Agreed. Cass is limited to one area with a narrow frame of reference and terms of reference.
For the rest…
Glinner has frequently said he thought, "This (prisons, women losing jobs etc.) will be the issue that wakes everyone up," and yet, every time, he was disappointed.
There have been so many times since the mid 2010s when posters have declared, "The tide/tanker is turning," only it hasn't.
This has been long in the planning. It will take a long time to recapture what women and children have lost, never mind convert our rights into things that are inalienable rather than a social nicety that can be withdrawn from us at someone's whim. (Where "someone" includes those that approach the status of vexatious litigants because they have been able to use the police as concierge service that enacts their airing of grudges and grievances.)

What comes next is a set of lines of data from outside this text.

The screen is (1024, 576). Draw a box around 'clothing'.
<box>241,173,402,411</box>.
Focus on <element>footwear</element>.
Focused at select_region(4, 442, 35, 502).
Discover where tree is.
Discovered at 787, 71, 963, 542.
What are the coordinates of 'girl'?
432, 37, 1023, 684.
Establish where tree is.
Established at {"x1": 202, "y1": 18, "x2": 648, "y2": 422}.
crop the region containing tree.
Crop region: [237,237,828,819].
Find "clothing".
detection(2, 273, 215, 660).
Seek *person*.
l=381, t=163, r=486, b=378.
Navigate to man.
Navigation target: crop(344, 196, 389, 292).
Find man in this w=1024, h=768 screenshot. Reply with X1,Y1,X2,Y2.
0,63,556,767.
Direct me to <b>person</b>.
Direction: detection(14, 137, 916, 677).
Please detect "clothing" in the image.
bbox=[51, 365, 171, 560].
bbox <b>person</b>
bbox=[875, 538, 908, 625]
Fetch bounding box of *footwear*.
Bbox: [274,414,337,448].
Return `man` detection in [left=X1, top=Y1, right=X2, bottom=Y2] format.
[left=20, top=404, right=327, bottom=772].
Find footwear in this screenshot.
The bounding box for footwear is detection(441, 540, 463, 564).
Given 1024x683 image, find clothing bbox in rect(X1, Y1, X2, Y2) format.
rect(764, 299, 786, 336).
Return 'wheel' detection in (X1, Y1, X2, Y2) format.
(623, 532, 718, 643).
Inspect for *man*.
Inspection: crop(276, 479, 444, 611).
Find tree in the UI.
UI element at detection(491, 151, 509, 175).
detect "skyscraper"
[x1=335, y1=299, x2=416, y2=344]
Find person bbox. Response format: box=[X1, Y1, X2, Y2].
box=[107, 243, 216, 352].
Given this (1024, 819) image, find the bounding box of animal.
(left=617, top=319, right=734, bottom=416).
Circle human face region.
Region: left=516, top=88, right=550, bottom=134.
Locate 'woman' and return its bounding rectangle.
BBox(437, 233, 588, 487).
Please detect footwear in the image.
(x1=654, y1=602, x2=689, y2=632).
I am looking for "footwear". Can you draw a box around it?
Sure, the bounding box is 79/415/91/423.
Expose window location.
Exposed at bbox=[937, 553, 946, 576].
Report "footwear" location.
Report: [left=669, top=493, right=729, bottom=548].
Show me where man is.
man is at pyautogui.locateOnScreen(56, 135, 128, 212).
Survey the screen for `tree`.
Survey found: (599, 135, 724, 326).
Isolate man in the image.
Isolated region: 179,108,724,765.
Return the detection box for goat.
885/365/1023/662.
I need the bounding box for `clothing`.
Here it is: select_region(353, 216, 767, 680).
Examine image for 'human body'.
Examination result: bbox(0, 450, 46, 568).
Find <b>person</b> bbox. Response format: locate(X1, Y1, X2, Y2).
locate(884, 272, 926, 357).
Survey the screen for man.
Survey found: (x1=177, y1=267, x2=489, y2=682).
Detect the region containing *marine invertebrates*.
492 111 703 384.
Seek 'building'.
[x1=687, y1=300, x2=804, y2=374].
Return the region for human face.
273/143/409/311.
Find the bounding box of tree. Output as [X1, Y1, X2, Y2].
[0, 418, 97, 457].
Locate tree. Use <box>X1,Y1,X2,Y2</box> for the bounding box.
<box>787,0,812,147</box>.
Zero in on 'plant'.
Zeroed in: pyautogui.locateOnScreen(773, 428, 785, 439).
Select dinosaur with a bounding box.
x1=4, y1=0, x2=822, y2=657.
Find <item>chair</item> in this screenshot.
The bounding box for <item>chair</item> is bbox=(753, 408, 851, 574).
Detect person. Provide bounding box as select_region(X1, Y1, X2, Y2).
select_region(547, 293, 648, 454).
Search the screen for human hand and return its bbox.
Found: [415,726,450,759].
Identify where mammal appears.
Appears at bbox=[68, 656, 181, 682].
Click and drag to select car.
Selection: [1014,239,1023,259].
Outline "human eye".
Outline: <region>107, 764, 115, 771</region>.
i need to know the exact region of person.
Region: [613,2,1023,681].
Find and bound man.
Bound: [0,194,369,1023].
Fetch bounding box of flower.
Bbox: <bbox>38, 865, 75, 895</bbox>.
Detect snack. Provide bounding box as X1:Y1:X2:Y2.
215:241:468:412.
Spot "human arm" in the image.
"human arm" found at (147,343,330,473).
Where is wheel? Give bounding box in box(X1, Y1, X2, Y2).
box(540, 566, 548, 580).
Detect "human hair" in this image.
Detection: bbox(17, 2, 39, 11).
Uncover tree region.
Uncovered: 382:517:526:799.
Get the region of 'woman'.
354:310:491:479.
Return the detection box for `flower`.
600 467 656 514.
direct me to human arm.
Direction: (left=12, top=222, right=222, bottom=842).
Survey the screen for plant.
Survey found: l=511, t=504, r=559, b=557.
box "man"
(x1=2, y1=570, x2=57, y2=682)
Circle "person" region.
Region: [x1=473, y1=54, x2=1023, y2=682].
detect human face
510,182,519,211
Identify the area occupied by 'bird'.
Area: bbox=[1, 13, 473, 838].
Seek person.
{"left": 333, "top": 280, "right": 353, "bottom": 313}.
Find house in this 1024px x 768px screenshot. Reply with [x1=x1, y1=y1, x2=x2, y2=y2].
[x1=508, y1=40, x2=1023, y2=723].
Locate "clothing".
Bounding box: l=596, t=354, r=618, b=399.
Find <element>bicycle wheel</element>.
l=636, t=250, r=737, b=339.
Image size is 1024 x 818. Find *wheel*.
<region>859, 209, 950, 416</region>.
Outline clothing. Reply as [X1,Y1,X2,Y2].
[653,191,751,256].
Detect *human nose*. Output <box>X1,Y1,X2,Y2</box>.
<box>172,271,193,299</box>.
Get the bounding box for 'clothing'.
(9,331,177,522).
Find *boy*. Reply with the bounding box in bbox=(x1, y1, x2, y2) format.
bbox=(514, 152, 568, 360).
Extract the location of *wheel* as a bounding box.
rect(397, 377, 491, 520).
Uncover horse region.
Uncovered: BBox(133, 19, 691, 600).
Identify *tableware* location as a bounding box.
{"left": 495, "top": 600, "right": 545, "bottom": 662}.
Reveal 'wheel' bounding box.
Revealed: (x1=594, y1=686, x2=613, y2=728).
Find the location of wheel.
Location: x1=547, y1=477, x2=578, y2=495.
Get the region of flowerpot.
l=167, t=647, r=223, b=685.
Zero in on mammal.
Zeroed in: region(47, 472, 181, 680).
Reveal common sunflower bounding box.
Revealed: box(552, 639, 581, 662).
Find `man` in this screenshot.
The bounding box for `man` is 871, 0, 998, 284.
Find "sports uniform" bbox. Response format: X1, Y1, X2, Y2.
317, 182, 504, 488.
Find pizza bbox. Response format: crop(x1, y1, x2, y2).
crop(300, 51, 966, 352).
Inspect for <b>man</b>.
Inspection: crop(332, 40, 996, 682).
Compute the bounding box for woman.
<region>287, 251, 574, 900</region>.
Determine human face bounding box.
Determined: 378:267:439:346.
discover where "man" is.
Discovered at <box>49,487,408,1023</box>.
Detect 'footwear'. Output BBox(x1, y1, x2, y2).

This is an election year. Trust no-one.
What matters is what happens in health and social care, in education, in the criminal and offender management systems, in the Civil Service, in NGOs and the third sector. What will the staff do there? What happens with media reporting? What will happen to domestic abuse refuges? What is the legacy of the arts centres and theatres that decided women can't have single-sex facilities?
What will happen to employers' workplace policies? To all those advisory groups for PCCs and boards that declare, in public, that GC beliefs are 'terrorism'?
This is a relative skirmish in what will be a decades long engagement.